━━━ RECORDED DATA

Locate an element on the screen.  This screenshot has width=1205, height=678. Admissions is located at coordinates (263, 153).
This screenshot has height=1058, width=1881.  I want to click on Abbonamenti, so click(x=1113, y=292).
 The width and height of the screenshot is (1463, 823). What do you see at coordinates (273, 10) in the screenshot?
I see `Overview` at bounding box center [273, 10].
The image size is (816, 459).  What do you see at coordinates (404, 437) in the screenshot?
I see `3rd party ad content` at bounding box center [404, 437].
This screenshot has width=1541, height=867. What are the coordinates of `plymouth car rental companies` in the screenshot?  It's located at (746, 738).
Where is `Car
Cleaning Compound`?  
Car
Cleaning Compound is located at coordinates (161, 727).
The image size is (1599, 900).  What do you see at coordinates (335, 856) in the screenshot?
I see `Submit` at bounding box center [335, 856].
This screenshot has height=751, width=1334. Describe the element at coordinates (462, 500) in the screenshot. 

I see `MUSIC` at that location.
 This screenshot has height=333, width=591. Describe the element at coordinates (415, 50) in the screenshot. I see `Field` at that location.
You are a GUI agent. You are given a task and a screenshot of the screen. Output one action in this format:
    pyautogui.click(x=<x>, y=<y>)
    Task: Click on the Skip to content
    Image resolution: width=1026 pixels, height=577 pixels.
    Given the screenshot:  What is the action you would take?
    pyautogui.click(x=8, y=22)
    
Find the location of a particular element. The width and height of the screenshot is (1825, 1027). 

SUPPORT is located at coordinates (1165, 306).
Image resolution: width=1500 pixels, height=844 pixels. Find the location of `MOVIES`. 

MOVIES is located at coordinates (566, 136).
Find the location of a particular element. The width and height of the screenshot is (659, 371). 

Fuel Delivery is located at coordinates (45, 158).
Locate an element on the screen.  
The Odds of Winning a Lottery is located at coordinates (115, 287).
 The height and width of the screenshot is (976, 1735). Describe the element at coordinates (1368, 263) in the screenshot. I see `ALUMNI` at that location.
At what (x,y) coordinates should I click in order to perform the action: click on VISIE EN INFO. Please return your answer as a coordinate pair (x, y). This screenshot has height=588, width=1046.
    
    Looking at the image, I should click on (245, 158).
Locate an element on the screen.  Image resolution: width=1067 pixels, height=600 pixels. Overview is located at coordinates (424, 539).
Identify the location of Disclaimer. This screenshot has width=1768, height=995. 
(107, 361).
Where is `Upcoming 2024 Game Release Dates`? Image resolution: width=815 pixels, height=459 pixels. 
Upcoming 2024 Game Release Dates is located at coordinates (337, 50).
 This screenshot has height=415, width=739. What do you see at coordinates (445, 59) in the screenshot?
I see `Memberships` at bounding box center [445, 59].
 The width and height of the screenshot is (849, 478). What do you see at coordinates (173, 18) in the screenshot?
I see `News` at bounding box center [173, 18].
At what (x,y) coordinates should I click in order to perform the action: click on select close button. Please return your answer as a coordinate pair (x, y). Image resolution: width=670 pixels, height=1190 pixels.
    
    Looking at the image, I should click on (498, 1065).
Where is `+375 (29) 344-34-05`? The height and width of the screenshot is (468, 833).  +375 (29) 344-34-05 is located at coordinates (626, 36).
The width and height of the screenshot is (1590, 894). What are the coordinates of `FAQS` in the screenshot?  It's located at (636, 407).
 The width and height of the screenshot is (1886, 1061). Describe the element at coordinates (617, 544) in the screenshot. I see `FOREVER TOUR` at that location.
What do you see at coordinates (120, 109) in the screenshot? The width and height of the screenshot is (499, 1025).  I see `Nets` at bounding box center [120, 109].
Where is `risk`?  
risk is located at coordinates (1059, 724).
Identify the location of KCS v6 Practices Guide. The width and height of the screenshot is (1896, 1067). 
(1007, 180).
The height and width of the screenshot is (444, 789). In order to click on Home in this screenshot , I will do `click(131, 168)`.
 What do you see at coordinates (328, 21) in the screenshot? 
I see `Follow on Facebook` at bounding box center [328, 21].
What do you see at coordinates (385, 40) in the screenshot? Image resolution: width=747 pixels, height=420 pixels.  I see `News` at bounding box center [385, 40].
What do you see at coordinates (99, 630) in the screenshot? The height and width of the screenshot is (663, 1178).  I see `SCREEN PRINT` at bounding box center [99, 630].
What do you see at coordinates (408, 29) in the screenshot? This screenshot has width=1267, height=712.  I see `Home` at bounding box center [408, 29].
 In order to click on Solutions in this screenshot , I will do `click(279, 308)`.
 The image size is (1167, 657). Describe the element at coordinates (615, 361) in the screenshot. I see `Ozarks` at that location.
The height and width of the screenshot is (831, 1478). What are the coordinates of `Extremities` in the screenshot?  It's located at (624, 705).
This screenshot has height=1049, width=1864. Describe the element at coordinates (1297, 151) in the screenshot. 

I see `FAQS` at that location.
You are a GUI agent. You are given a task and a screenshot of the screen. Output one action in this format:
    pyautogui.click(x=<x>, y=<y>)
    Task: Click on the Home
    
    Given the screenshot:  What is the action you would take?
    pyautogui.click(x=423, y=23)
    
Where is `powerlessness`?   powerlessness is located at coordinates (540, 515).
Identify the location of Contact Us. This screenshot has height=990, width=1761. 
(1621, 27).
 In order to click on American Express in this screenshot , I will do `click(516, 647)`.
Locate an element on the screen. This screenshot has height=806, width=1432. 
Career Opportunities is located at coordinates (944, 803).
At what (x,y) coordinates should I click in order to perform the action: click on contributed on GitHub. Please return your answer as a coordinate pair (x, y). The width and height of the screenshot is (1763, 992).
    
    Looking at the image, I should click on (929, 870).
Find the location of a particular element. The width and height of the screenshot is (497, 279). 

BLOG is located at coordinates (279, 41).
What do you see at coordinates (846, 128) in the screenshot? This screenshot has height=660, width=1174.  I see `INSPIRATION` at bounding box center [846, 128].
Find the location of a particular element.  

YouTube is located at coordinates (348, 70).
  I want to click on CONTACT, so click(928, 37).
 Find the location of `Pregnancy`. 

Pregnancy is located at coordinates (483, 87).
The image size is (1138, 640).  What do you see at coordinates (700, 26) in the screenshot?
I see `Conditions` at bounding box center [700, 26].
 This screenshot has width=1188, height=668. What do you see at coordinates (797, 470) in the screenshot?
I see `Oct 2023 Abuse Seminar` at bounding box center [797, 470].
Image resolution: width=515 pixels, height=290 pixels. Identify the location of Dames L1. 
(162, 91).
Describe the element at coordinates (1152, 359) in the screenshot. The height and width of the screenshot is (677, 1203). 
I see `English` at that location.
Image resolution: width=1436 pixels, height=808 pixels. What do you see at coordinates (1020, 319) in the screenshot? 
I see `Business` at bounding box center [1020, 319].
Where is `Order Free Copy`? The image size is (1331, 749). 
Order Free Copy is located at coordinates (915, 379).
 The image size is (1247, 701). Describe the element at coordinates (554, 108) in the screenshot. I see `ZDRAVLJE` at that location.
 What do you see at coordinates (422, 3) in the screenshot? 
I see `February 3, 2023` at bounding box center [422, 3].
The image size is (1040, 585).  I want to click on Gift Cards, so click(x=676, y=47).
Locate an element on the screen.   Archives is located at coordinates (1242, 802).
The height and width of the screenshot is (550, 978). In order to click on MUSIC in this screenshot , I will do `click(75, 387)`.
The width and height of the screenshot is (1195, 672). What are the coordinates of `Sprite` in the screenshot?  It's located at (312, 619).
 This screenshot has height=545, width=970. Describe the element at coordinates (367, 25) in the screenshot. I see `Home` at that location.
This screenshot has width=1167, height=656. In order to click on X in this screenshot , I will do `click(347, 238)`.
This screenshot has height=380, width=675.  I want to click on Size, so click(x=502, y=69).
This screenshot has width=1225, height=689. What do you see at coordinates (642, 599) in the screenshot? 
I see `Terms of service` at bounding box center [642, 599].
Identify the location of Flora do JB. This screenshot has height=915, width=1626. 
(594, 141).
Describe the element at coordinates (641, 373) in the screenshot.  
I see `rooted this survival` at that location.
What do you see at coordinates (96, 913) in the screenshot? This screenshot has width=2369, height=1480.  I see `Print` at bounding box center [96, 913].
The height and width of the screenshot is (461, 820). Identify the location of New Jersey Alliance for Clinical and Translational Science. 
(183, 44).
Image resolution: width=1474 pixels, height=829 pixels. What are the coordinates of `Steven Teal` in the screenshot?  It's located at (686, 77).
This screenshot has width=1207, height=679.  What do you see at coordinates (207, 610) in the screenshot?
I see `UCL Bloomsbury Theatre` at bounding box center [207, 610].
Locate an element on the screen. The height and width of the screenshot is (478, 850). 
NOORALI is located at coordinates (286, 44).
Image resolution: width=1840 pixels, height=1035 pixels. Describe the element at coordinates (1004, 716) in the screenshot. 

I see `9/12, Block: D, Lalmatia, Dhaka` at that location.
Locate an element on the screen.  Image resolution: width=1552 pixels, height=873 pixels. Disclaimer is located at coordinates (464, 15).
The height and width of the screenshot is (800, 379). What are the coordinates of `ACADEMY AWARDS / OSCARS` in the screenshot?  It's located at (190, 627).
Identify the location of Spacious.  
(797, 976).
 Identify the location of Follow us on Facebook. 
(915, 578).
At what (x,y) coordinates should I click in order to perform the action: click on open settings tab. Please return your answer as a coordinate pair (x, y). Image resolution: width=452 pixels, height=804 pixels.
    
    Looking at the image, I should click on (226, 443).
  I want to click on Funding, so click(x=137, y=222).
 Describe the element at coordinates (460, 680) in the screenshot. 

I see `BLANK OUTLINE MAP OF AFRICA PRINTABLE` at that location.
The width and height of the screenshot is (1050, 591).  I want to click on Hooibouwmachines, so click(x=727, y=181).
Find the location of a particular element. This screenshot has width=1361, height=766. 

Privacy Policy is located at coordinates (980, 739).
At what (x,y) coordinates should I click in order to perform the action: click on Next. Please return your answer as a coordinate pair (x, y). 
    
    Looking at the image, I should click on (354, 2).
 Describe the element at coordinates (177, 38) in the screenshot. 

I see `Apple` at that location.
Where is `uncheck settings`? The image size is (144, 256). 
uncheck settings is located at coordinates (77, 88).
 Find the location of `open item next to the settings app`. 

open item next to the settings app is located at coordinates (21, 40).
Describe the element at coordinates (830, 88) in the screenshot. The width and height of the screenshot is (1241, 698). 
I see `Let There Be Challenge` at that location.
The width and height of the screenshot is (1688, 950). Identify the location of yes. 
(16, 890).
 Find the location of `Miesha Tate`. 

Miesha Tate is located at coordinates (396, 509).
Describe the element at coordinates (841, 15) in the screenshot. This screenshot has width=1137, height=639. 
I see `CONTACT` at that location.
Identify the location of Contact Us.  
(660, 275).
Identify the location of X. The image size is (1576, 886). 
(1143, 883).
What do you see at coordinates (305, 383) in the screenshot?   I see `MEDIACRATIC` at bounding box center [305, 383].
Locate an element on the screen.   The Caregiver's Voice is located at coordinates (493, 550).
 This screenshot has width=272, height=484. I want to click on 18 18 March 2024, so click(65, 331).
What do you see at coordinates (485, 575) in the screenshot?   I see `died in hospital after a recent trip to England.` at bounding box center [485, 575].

━━━━━━

Begin with the line containing "Find the location of a particular element. This" and repeat each line exactly until the records above end.

### SOLUTION FOR THIS EXERCISE
Find the location of a particular element. This screenshot has width=1361, height=766. 

Privacy Policy is located at coordinates (980, 739).
At what (x,y) coordinates should I click in order to perform the action: click on Next. Please return your answer as a coordinate pair (x, y). 
    
    Looking at the image, I should click on (354, 2).
 Describe the element at coordinates (177, 38) in the screenshot. 

I see `Apple` at that location.
Where is `uncheck settings`? The image size is (144, 256). 
uncheck settings is located at coordinates (77, 88).
 Find the location of `open item next to the settings app`. 

open item next to the settings app is located at coordinates (21, 40).
Describe the element at coordinates (830, 88) in the screenshot. The width and height of the screenshot is (1241, 698). 
I see `Let There Be Challenge` at that location.
The width and height of the screenshot is (1688, 950). Identify the location of yes. 
(16, 890).
 Find the location of `Miesha Tate`. 

Miesha Tate is located at coordinates (396, 509).
Describe the element at coordinates (841, 15) in the screenshot. This screenshot has width=1137, height=639. 
I see `CONTACT` at that location.
Identify the location of Contact Us.  
(660, 275).
Identify the location of X. The image size is (1576, 886). 
(1143, 883).
What do you see at coordinates (305, 383) in the screenshot?   I see `MEDIACRATIC` at bounding box center [305, 383].
Locate an element on the screen.   The Caregiver's Voice is located at coordinates (493, 550).
 This screenshot has width=272, height=484. I want to click on 18 18 March 2024, so click(65, 331).
What do you see at coordinates (485, 575) in the screenshot?   I see `died in hospital after a recent trip to England.` at bounding box center [485, 575].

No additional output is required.